Building a Common Food and Nutrition Policy: asking the new structures question

Terry Marsden revisits the opinion paper he wrote earlier this month on a common food policy and reflects on the ‘new structures question’. If you would like to comment on this please join us in our discussion on #commonfoodpolicy on Twitter or Facebook.

Since my first intervention calling for a radical reorganisation of the CAP, both in terms of individual responses and further reading, I am increasingly struck by the significant weight of evidence calling for more policy integration around food. This includes various EU Foresight reports. In debating these proposed changes and policy needs it is perhaps important not to rush into concerns about changes in actual policy instruments and structures, but first to more fundamentally consider and debate some of the principles which lie behind a ‘new deal for food’ in Europe. One key area is to re-position rural development concerns right at the heart of the debate. Talking to colleagues this week at the ‘kick off’ meeting of the new EU ITN Network (SUSPLACE) in Wageningen, and visiting a multi-functional ‘care farm’ in the process, made me reflect upon the renewed need to establish and embody a firm EU policy regime around multifunctional rural development, very much along the lines of the ‘new rural paradigm’ thinking coming out of the OECD, and various academic writings over the past decade[1].

TransmangoThis is now becoming all the more critical to progress as  the slow and fragmented development of the post-carbon ‘bio-economy’ takes hold, whereby more of our energy, food and well being needs will need to come from rural land and its biosphere.[2]  Rurality becomes critical to sustaining the post-carbon transition. We cannot allow this opportunity to re-valorise rural-based assets to be overtaken by the ‘business as usual’ cost –price  squeeze and ‘treadmill’ which currently so afflicts small rural- based enterprises. We thus need to develop a new food policy which stimulates  far more place-based multifunctionality and contributes to a more sustainable and distributed ecological economy in rural regions.

“Rural enterprise development needs to be placed at the heart of a Common Food Policy, whereby a diversified tapestry of land-based businesses are nurtured in ways which deliver multiple benefits for the urban and rural populations.”

This means celebrating and augmenting rural diversity rather than concentration and intensification. This also means rejecting bio-economic framings of ‘sustainable intensification’ as an oxymoron. Rural enterprise development needs to be placed at the heart of a Common Food Policy, whereby a diversified tapestry of land-based businesses are nurtured in ways which deliver multiple benefits for the urban and rural populations. In this sense, and whilst we should clearly pay far more attention to sustainable food consumption needs, we must not lose sight of the equal need to foster  new distributed systems of production which increasingly detach themselves from  the industrialised treadmill of agricultural intensification. A Common Food Policy would therefore not be ‘anti- productivist’ or indeed ‘anti-farmer’.  Rather it would need to stimulate a new structural adjustment in food production systems equivalent in significance to the post-war Manscholt plan. Or perhaps the writing s of Wendell Berry are a more fitting analogy.

Now, though, it would have a vision for a more diverse and denser mosaic of rural businesses, embedded into their local and regional ecologies. I strongly believe this would gain the political support of the farmer, rural and urban populations. If we keep losing farm businesses and related rural infrastructures at their current rate in many parts of Europe we will be denying  the opportunity and means to make this new paradigmatic transformation.

We thus need to raise as one key guiding principle in this debate the new and urgent  ‘structures’ and ‘infrastructures’ question in rural development.

Join the debate: 

Prof. Terry MarsdenProf. Terry Marsden
He is a TRANSMANGO researcher and holds the established chair of Environmental Policy and Planning in the School of Planning and Geography at Cardiff University. He is Director of the Sustainable Places Research Institute at Cardiff. He is also Dean of the University Graduate College.
Email: MarsdenTK@Cardiff.ac.uk

[1] See for instance :  Horlings, I and Marsden T.K (2014) Exploring  the new rural paradigm in Europe: eco-economic strategies as a counterforce to the global competitiveness agenda. European Urban and Regional Studies, 21, 1 4-20.

[2] See Marsden, T.K and Farioli, F (2015) Natural Powers: from the bio-economy to the eco-economy in sustainable place-making. Sustainability Science, Jan 2015.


About this exercise:
I would like every line of the records below that contains the word "path" copied.

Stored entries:
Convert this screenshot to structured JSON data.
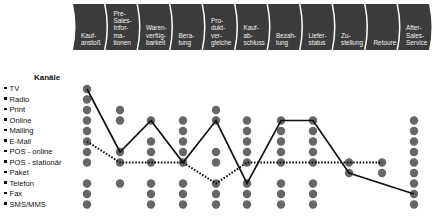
{
  "phases": [
    {
      "label": "Kauf-\nanstoß"
    },
    {
      "label": "Pre-\nSales-\nInfor-\nma-\ntionen"
    },
    {
      "label": "Waren-\nverfüg-\nbarkeit"
    },
    {
      "label": "Bera-\ntung"
    },
    {
      "label": "Pro-\ndukt-\nver-\ngleiche"
    },
    {
      "label": "Kauf-\nab-\nschluss"
    },
    {
      "label": "Bezah-\nlung"
    },
    {
      "label": "Liefer-\nstatus"
    },
    {
      "label": "Zu-\nstellung"
    },
    {
      "label": "Retoure"
    },
    {
      "label": "After-\nSales-\nService"
    }
  ],
  "channels": {
    "title": "Kanäle",
    "items": [
      "TV",
      "Radio",
      "Print",
      "Online",
      "Mailing",
      "E-Mail",
      "POS - online",
      "POS - stationär",
      "Paket",
      "Telefon",
      "Fax",
      "SMS/MMS"
    ]
  },
  "matrix": {
    "available": [
      [
        0,
        1,
        2,
        3,
        4,
        5,
        6,
        7,
        9,
        10,
        11
      ],
      [
        2,
        3,
        6,
        7,
        9
      ],
      [
        3,
        5,
        6,
        7,
        9,
        10,
        11
      ],
      [
        3,
        4,
        5,
        6,
        7,
        9,
        10,
        11
      ],
      [
        2,
        3,
        6,
        7,
        9,
        10,
        11
      ],
      [
        3,
        4,
        5,
        6,
        7,
        9,
        10,
        11
      ],
      [
        3,
        4,
        5,
        6,
        7,
        9,
        10,
        11
      ],
      [
        3,
        4,
        5,
        6,
        7,
        9,
        10,
        11
      ],
      [
        7,
        8
      ],
      [
        7,
        8
      ],
      [
        3,
        4,
        5,
        6,
        7,
        8,
        9,
        10,
        11
      ]
    ],
    "journeys": [
      {
        "name": "solid-journey",
        "style": "solid",
        "points": [
          [
            0,
            0
          ],
          [
            1,
            6
          ],
          [
            2,
            3
          ],
          [
            3,
            7
          ],
          [
            4,
            3
          ],
          [
            5,
            9
          ],
          [
            6,
            3
          ],
          [
            7,
            3
          ],
          [
            8,
            8
          ],
          [
            10,
            10
          ]
        ]
      },
      {
        "name": "dotted-journey",
        "style": "dotted",
        "points": [
          [
            0,
            5
          ],
          [
            1,
            7
          ],
          [
            2,
            7
          ],
          [
            3,
            7
          ],
          [
            4,
            9
          ],
          [
            5,
            7
          ],
          [
            6,
            7
          ],
          [
            7,
            7
          ],
          [
            8,
            7
          ],
          [
            9,
            7
          ]
        ]
      }
    ]
  },
  "colors": {
    "chevron": "#3c3c3c",
    "dot": "#666666",
    "line": "#111111",
    "text": "#111111"
  }
}
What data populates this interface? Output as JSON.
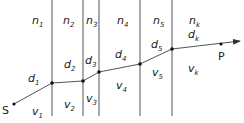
{
  "diagram": {
    "type": "ray path through layered media",
    "source_label": "S",
    "target_label": "P",
    "layers": [
      {
        "n": "n",
        "n_sub": "1",
        "d": "d",
        "d_sub": "1",
        "v": "v",
        "v_sub": "1"
      },
      {
        "n": "n",
        "n_sub": "2",
        "d": "d",
        "d_sub": "2",
        "v": "v",
        "v_sub": "2"
      },
      {
        "n": "n",
        "n_sub": "3",
        "d": "d",
        "d_sub": "3",
        "v": "v",
        "v_sub": "3"
      },
      {
        "n": "n",
        "n_sub": "4",
        "d": "d",
        "d_sub": "4",
        "v": "v",
        "v_sub": "4"
      },
      {
        "n": "n",
        "n_sub": "5",
        "d": "d",
        "d_sub": "5",
        "v": "v",
        "v_sub": "5"
      },
      {
        "n": "n",
        "n_sub": "k",
        "d": "d",
        "d_sub": "k",
        "v": "v",
        "v_sub": "k"
      }
    ],
    "line_color": "#555555",
    "point_color": "#111111"
  }
}
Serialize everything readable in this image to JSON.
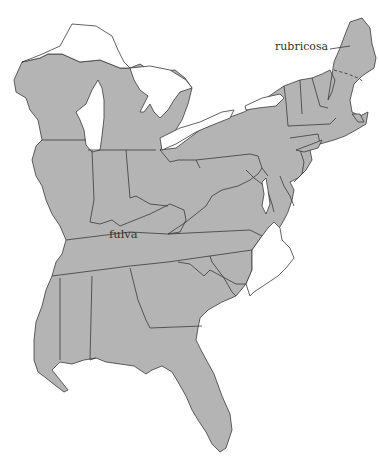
{
  "map": {
    "region": "Eastern United States",
    "colors": {
      "range_fill": "#b4b4b4",
      "background": "#ffffff",
      "border": "#3a3a3a"
    },
    "labels": [
      {
        "id": "rubricosa",
        "text": "rubricosa"
      },
      {
        "id": "fulva",
        "text": "fulva"
      }
    ]
  }
}
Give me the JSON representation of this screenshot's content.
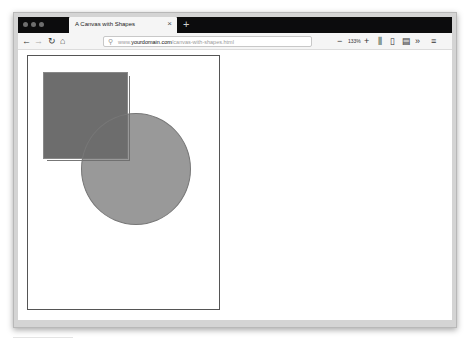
{
  "window": {
    "traffic_lights": [
      "close",
      "minimize",
      "maximize"
    ]
  },
  "tabs": [
    {
      "title": "A Canvas with Shapes",
      "close_icon": "×",
      "active": true
    }
  ],
  "new_tab_icon": "+",
  "toolbar": {
    "back_icon": "←",
    "forward_icon": "→",
    "reload_icon": "↻",
    "home_icon": "⌂",
    "url": {
      "search_icon": "⚲",
      "prefix": "www.",
      "domain": "yourdomain.com",
      "path": "/canvas-with-shapes.html"
    },
    "zoom_out": "−",
    "zoom_level": "133%",
    "zoom_in": "+",
    "library_icon": "⫼",
    "sidebar_icon": "▯",
    "reader_icon": "▤",
    "overflow_icon": "»",
    "menu_icon": "≡"
  },
  "canvas": {
    "shapes": [
      {
        "type": "rect",
        "fill": "#3c3c3c",
        "opacity": 0.75
      },
      {
        "type": "circle",
        "fill": "#6e6e6e",
        "opacity": 0.7
      }
    ]
  }
}
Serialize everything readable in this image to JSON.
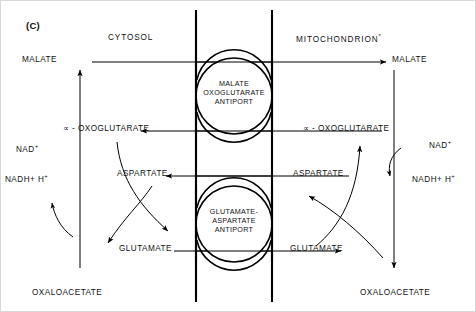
{
  "panel": {
    "tag": "(C)"
  },
  "compartments": {
    "left": "CYTOSOL",
    "right": "MITOCHONDRION",
    "right_marker": "*"
  },
  "membrane": {
    "inner_x": 196,
    "outer_x": 272,
    "top_y": 10,
    "bottom_y": 302,
    "color": "#000000"
  },
  "transporters": [
    {
      "name": "malate-oxoglutarate-antiport",
      "lines": [
        "MALATE",
        "OXOGLUTARATE",
        "ANTIPORT"
      ],
      "cx": 234,
      "cy": 93,
      "r": 38
    },
    {
      "name": "glutamate-aspartate-antiport",
      "lines": [
        "GLUTAMATE-",
        "ASPARTATE",
        "ANTIPORT"
      ],
      "cx": 234,
      "cy": 224,
      "r": 38
    }
  ],
  "cytosol": {
    "malate": "MALATE",
    "oxoglutarate": "∝ - OXOGLUTARATE",
    "aspartate": "ASPARTATE",
    "glutamate": "GLUTAMATE",
    "oxaloacetate": "OXALOACETATE",
    "nad": "NAD",
    "nad_charge": "+",
    "nadh": "NADH+ H",
    "nadh_charge": "+"
  },
  "mitochondrion": {
    "malate": "MALATE",
    "oxoglutarate": "∝ - OXOGLUTARATE",
    "aspartate": "ASPARTATE",
    "glutamate": "GLUTAMATE",
    "oxaloacetate": "OXALOACETATE",
    "nad": "NAD",
    "nad_charge": "+",
    "nadh": "NADH+ H",
    "nadh_charge": "+"
  },
  "transport_lines": [
    {
      "name": "malate-in",
      "label": "MALATE",
      "y": 62,
      "direction": "right"
    },
    {
      "name": "oxoglutarate-out",
      "label": "∝ - OXOGLUTARATE",
      "y": 131,
      "direction": "left"
    },
    {
      "name": "aspartate-out",
      "label": "ASPARTATE",
      "y": 176,
      "direction": "left"
    },
    {
      "name": "glutamate-in",
      "label": "GLUTAMATE",
      "y": 251,
      "direction": "right"
    }
  ],
  "colors": {
    "stroke": "#000000",
    "text": "#121212",
    "background": "#ffffff",
    "frame": "#d8d8d8"
  }
}
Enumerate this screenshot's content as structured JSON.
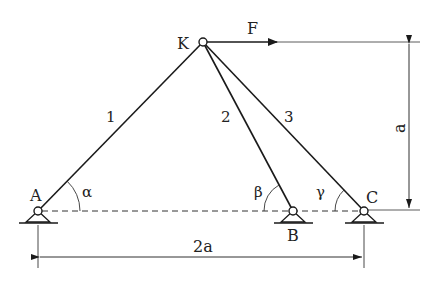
{
  "diagram": {
    "nodes": {
      "K": {
        "label": "K",
        "x": 203,
        "y": 42
      },
      "A": {
        "label": "A",
        "x": 38,
        "y": 211
      },
      "B": {
        "label": "B",
        "x": 293,
        "y": 211
      },
      "C": {
        "label": "C",
        "x": 364,
        "y": 211
      }
    },
    "members": [
      {
        "id": "1",
        "label": "1",
        "from": "A",
        "to": "K"
      },
      {
        "id": "2",
        "label": "2",
        "from": "B",
        "to": "K"
      },
      {
        "id": "3",
        "label": "3",
        "from": "C",
        "to": "K"
      }
    ],
    "force": {
      "label": "F",
      "direction": "right"
    },
    "angles": {
      "alpha": "α",
      "beta": "β",
      "gamma": "γ"
    },
    "dimensions": {
      "height": "a",
      "width": "2a"
    },
    "colors": {
      "stroke": "#1a1a1a",
      "dash": "#333333",
      "background": "#ffffff"
    }
  }
}
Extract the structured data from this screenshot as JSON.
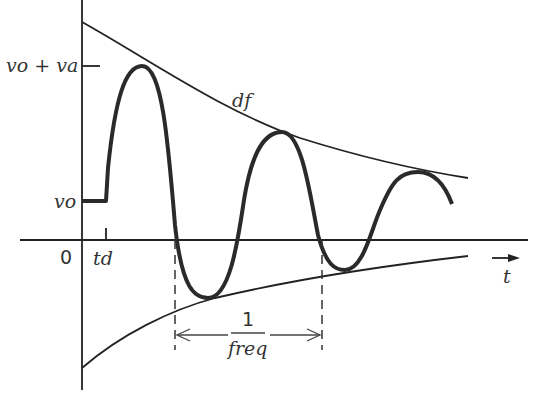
{
  "diagram": {
    "type": "damped-sine-waveform",
    "labels": {
      "peak": "vo + va",
      "offset": "vo",
      "origin": "0",
      "delay": "td",
      "damping": "df",
      "time_axis": "t",
      "period_numerator": "1",
      "period_denominator": "freq"
    },
    "colors": {
      "background": "#ffffff",
      "stroke": "#222222",
      "text": "#333333"
    }
  }
}
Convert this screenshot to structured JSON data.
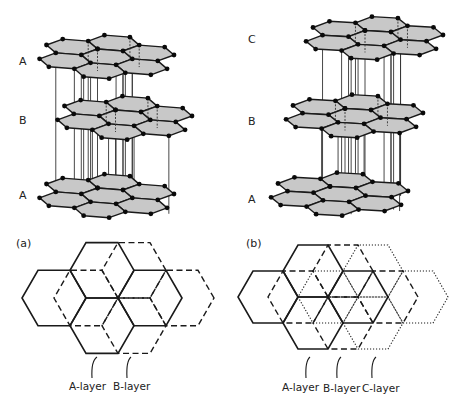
{
  "figure_a": {
    "panel_label": "(a)",
    "layer_labels": [
      {
        "text": "A",
        "x": 19,
        "y": 56
      },
      {
        "text": "B",
        "x": 19,
        "y": 115
      },
      {
        "text": "A",
        "x": 19,
        "y": 190
      }
    ],
    "lattice": {
      "ex": [
        25.5,
        2.0
      ],
      "ey": [
        -4.0,
        8.0
      ],
      "layers": [
        {
          "name": "A",
          "origin": [
            72,
            186
          ],
          "position": "bottom"
        },
        {
          "name": "B",
          "origin": [
            90,
            108
          ],
          "position": "middle"
        },
        {
          "name": "A",
          "origin": [
            72,
            47
          ],
          "position": "top"
        }
      ]
    },
    "plan": {
      "side": 32,
      "layers": [
        {
          "name": "A-layer",
          "style": "solid",
          "shift": 0
        },
        {
          "name": "B-layer",
          "style": "dashed",
          "shift": 32
        }
      ],
      "base_center": [
        54,
        298
      ],
      "callouts": [
        {
          "text": "A-layer",
          "x": 69,
          "y": 381,
          "from": [
            97,
            357
          ],
          "to": [
            92,
            378
          ]
        },
        {
          "text": "B-layer",
          "x": 113,
          "y": 381,
          "from": [
            131,
            357
          ],
          "to": [
            127,
            378
          ]
        }
      ]
    }
  },
  "figure_b": {
    "panel_label": "(b)",
    "layer_labels": [
      {
        "text": "C",
        "x": 248,
        "y": 34
      },
      {
        "text": "B",
        "x": 248,
        "y": 116
      },
      {
        "text": "A",
        "x": 248,
        "y": 194
      }
    ],
    "lattice": {
      "ex": [
        26.0,
        1.5
      ],
      "ey": [
        -4.0,
        8.0
      ],
      "layers": [
        {
          "name": "A",
          "origin": [
            304,
            185
          ],
          "position": "bottom"
        },
        {
          "name": "B",
          "origin": [
            319,
            107
          ],
          "position": "middle"
        },
        {
          "name": "C",
          "origin": [
            339,
            29
          ],
          "position": "top"
        }
      ]
    },
    "plan": {
      "side": 30,
      "layers": [
        {
          "name": "A-layer",
          "style": "solid",
          "shift": 0
        },
        {
          "name": "B-layer",
          "style": "dashed",
          "shift": 30
        },
        {
          "name": "C-layer",
          "style": "dotted",
          "shift": 60
        }
      ],
      "base_center": [
        268,
        297
      ],
      "callouts": [
        {
          "text": "A-layer",
          "x": 282,
          "y": 382,
          "from": [
            310,
            357
          ],
          "to": [
            306,
            378
          ]
        },
        {
          "text": "B-layer",
          "x": 323,
          "y": 383,
          "from": [
            341,
            357
          ],
          "to": [
            337,
            378
          ]
        },
        {
          "text": "C-layer",
          "x": 362,
          "y": 383,
          "from": [
            376,
            357
          ],
          "to": [
            372,
            378
          ]
        }
      ]
    }
  },
  "hex_patch_centers": [
    [
      0,
      0
    ],
    [
      1.5,
      -0.866
    ],
    [
      1.5,
      0.866
    ],
    [
      3,
      0
    ],
    [
      0,
      1.732
    ],
    [
      1.5,
      2.598
    ],
    [
      3,
      1.732
    ]
  ],
  "plan_patch_centers": [
    [
      0,
      0
    ],
    [
      1.5,
      -0.866
    ],
    [
      1.5,
      0.866
    ],
    [
      3,
      0
    ]
  ],
  "colors": {
    "hex_fill": "#c8c8c8",
    "line": "#1a1a1a",
    "atom": "#0a0a0a",
    "text": "#222222"
  }
}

Task response:
    "type": "ray path through layered media",
      "path": "/canvas-with-shapes.html"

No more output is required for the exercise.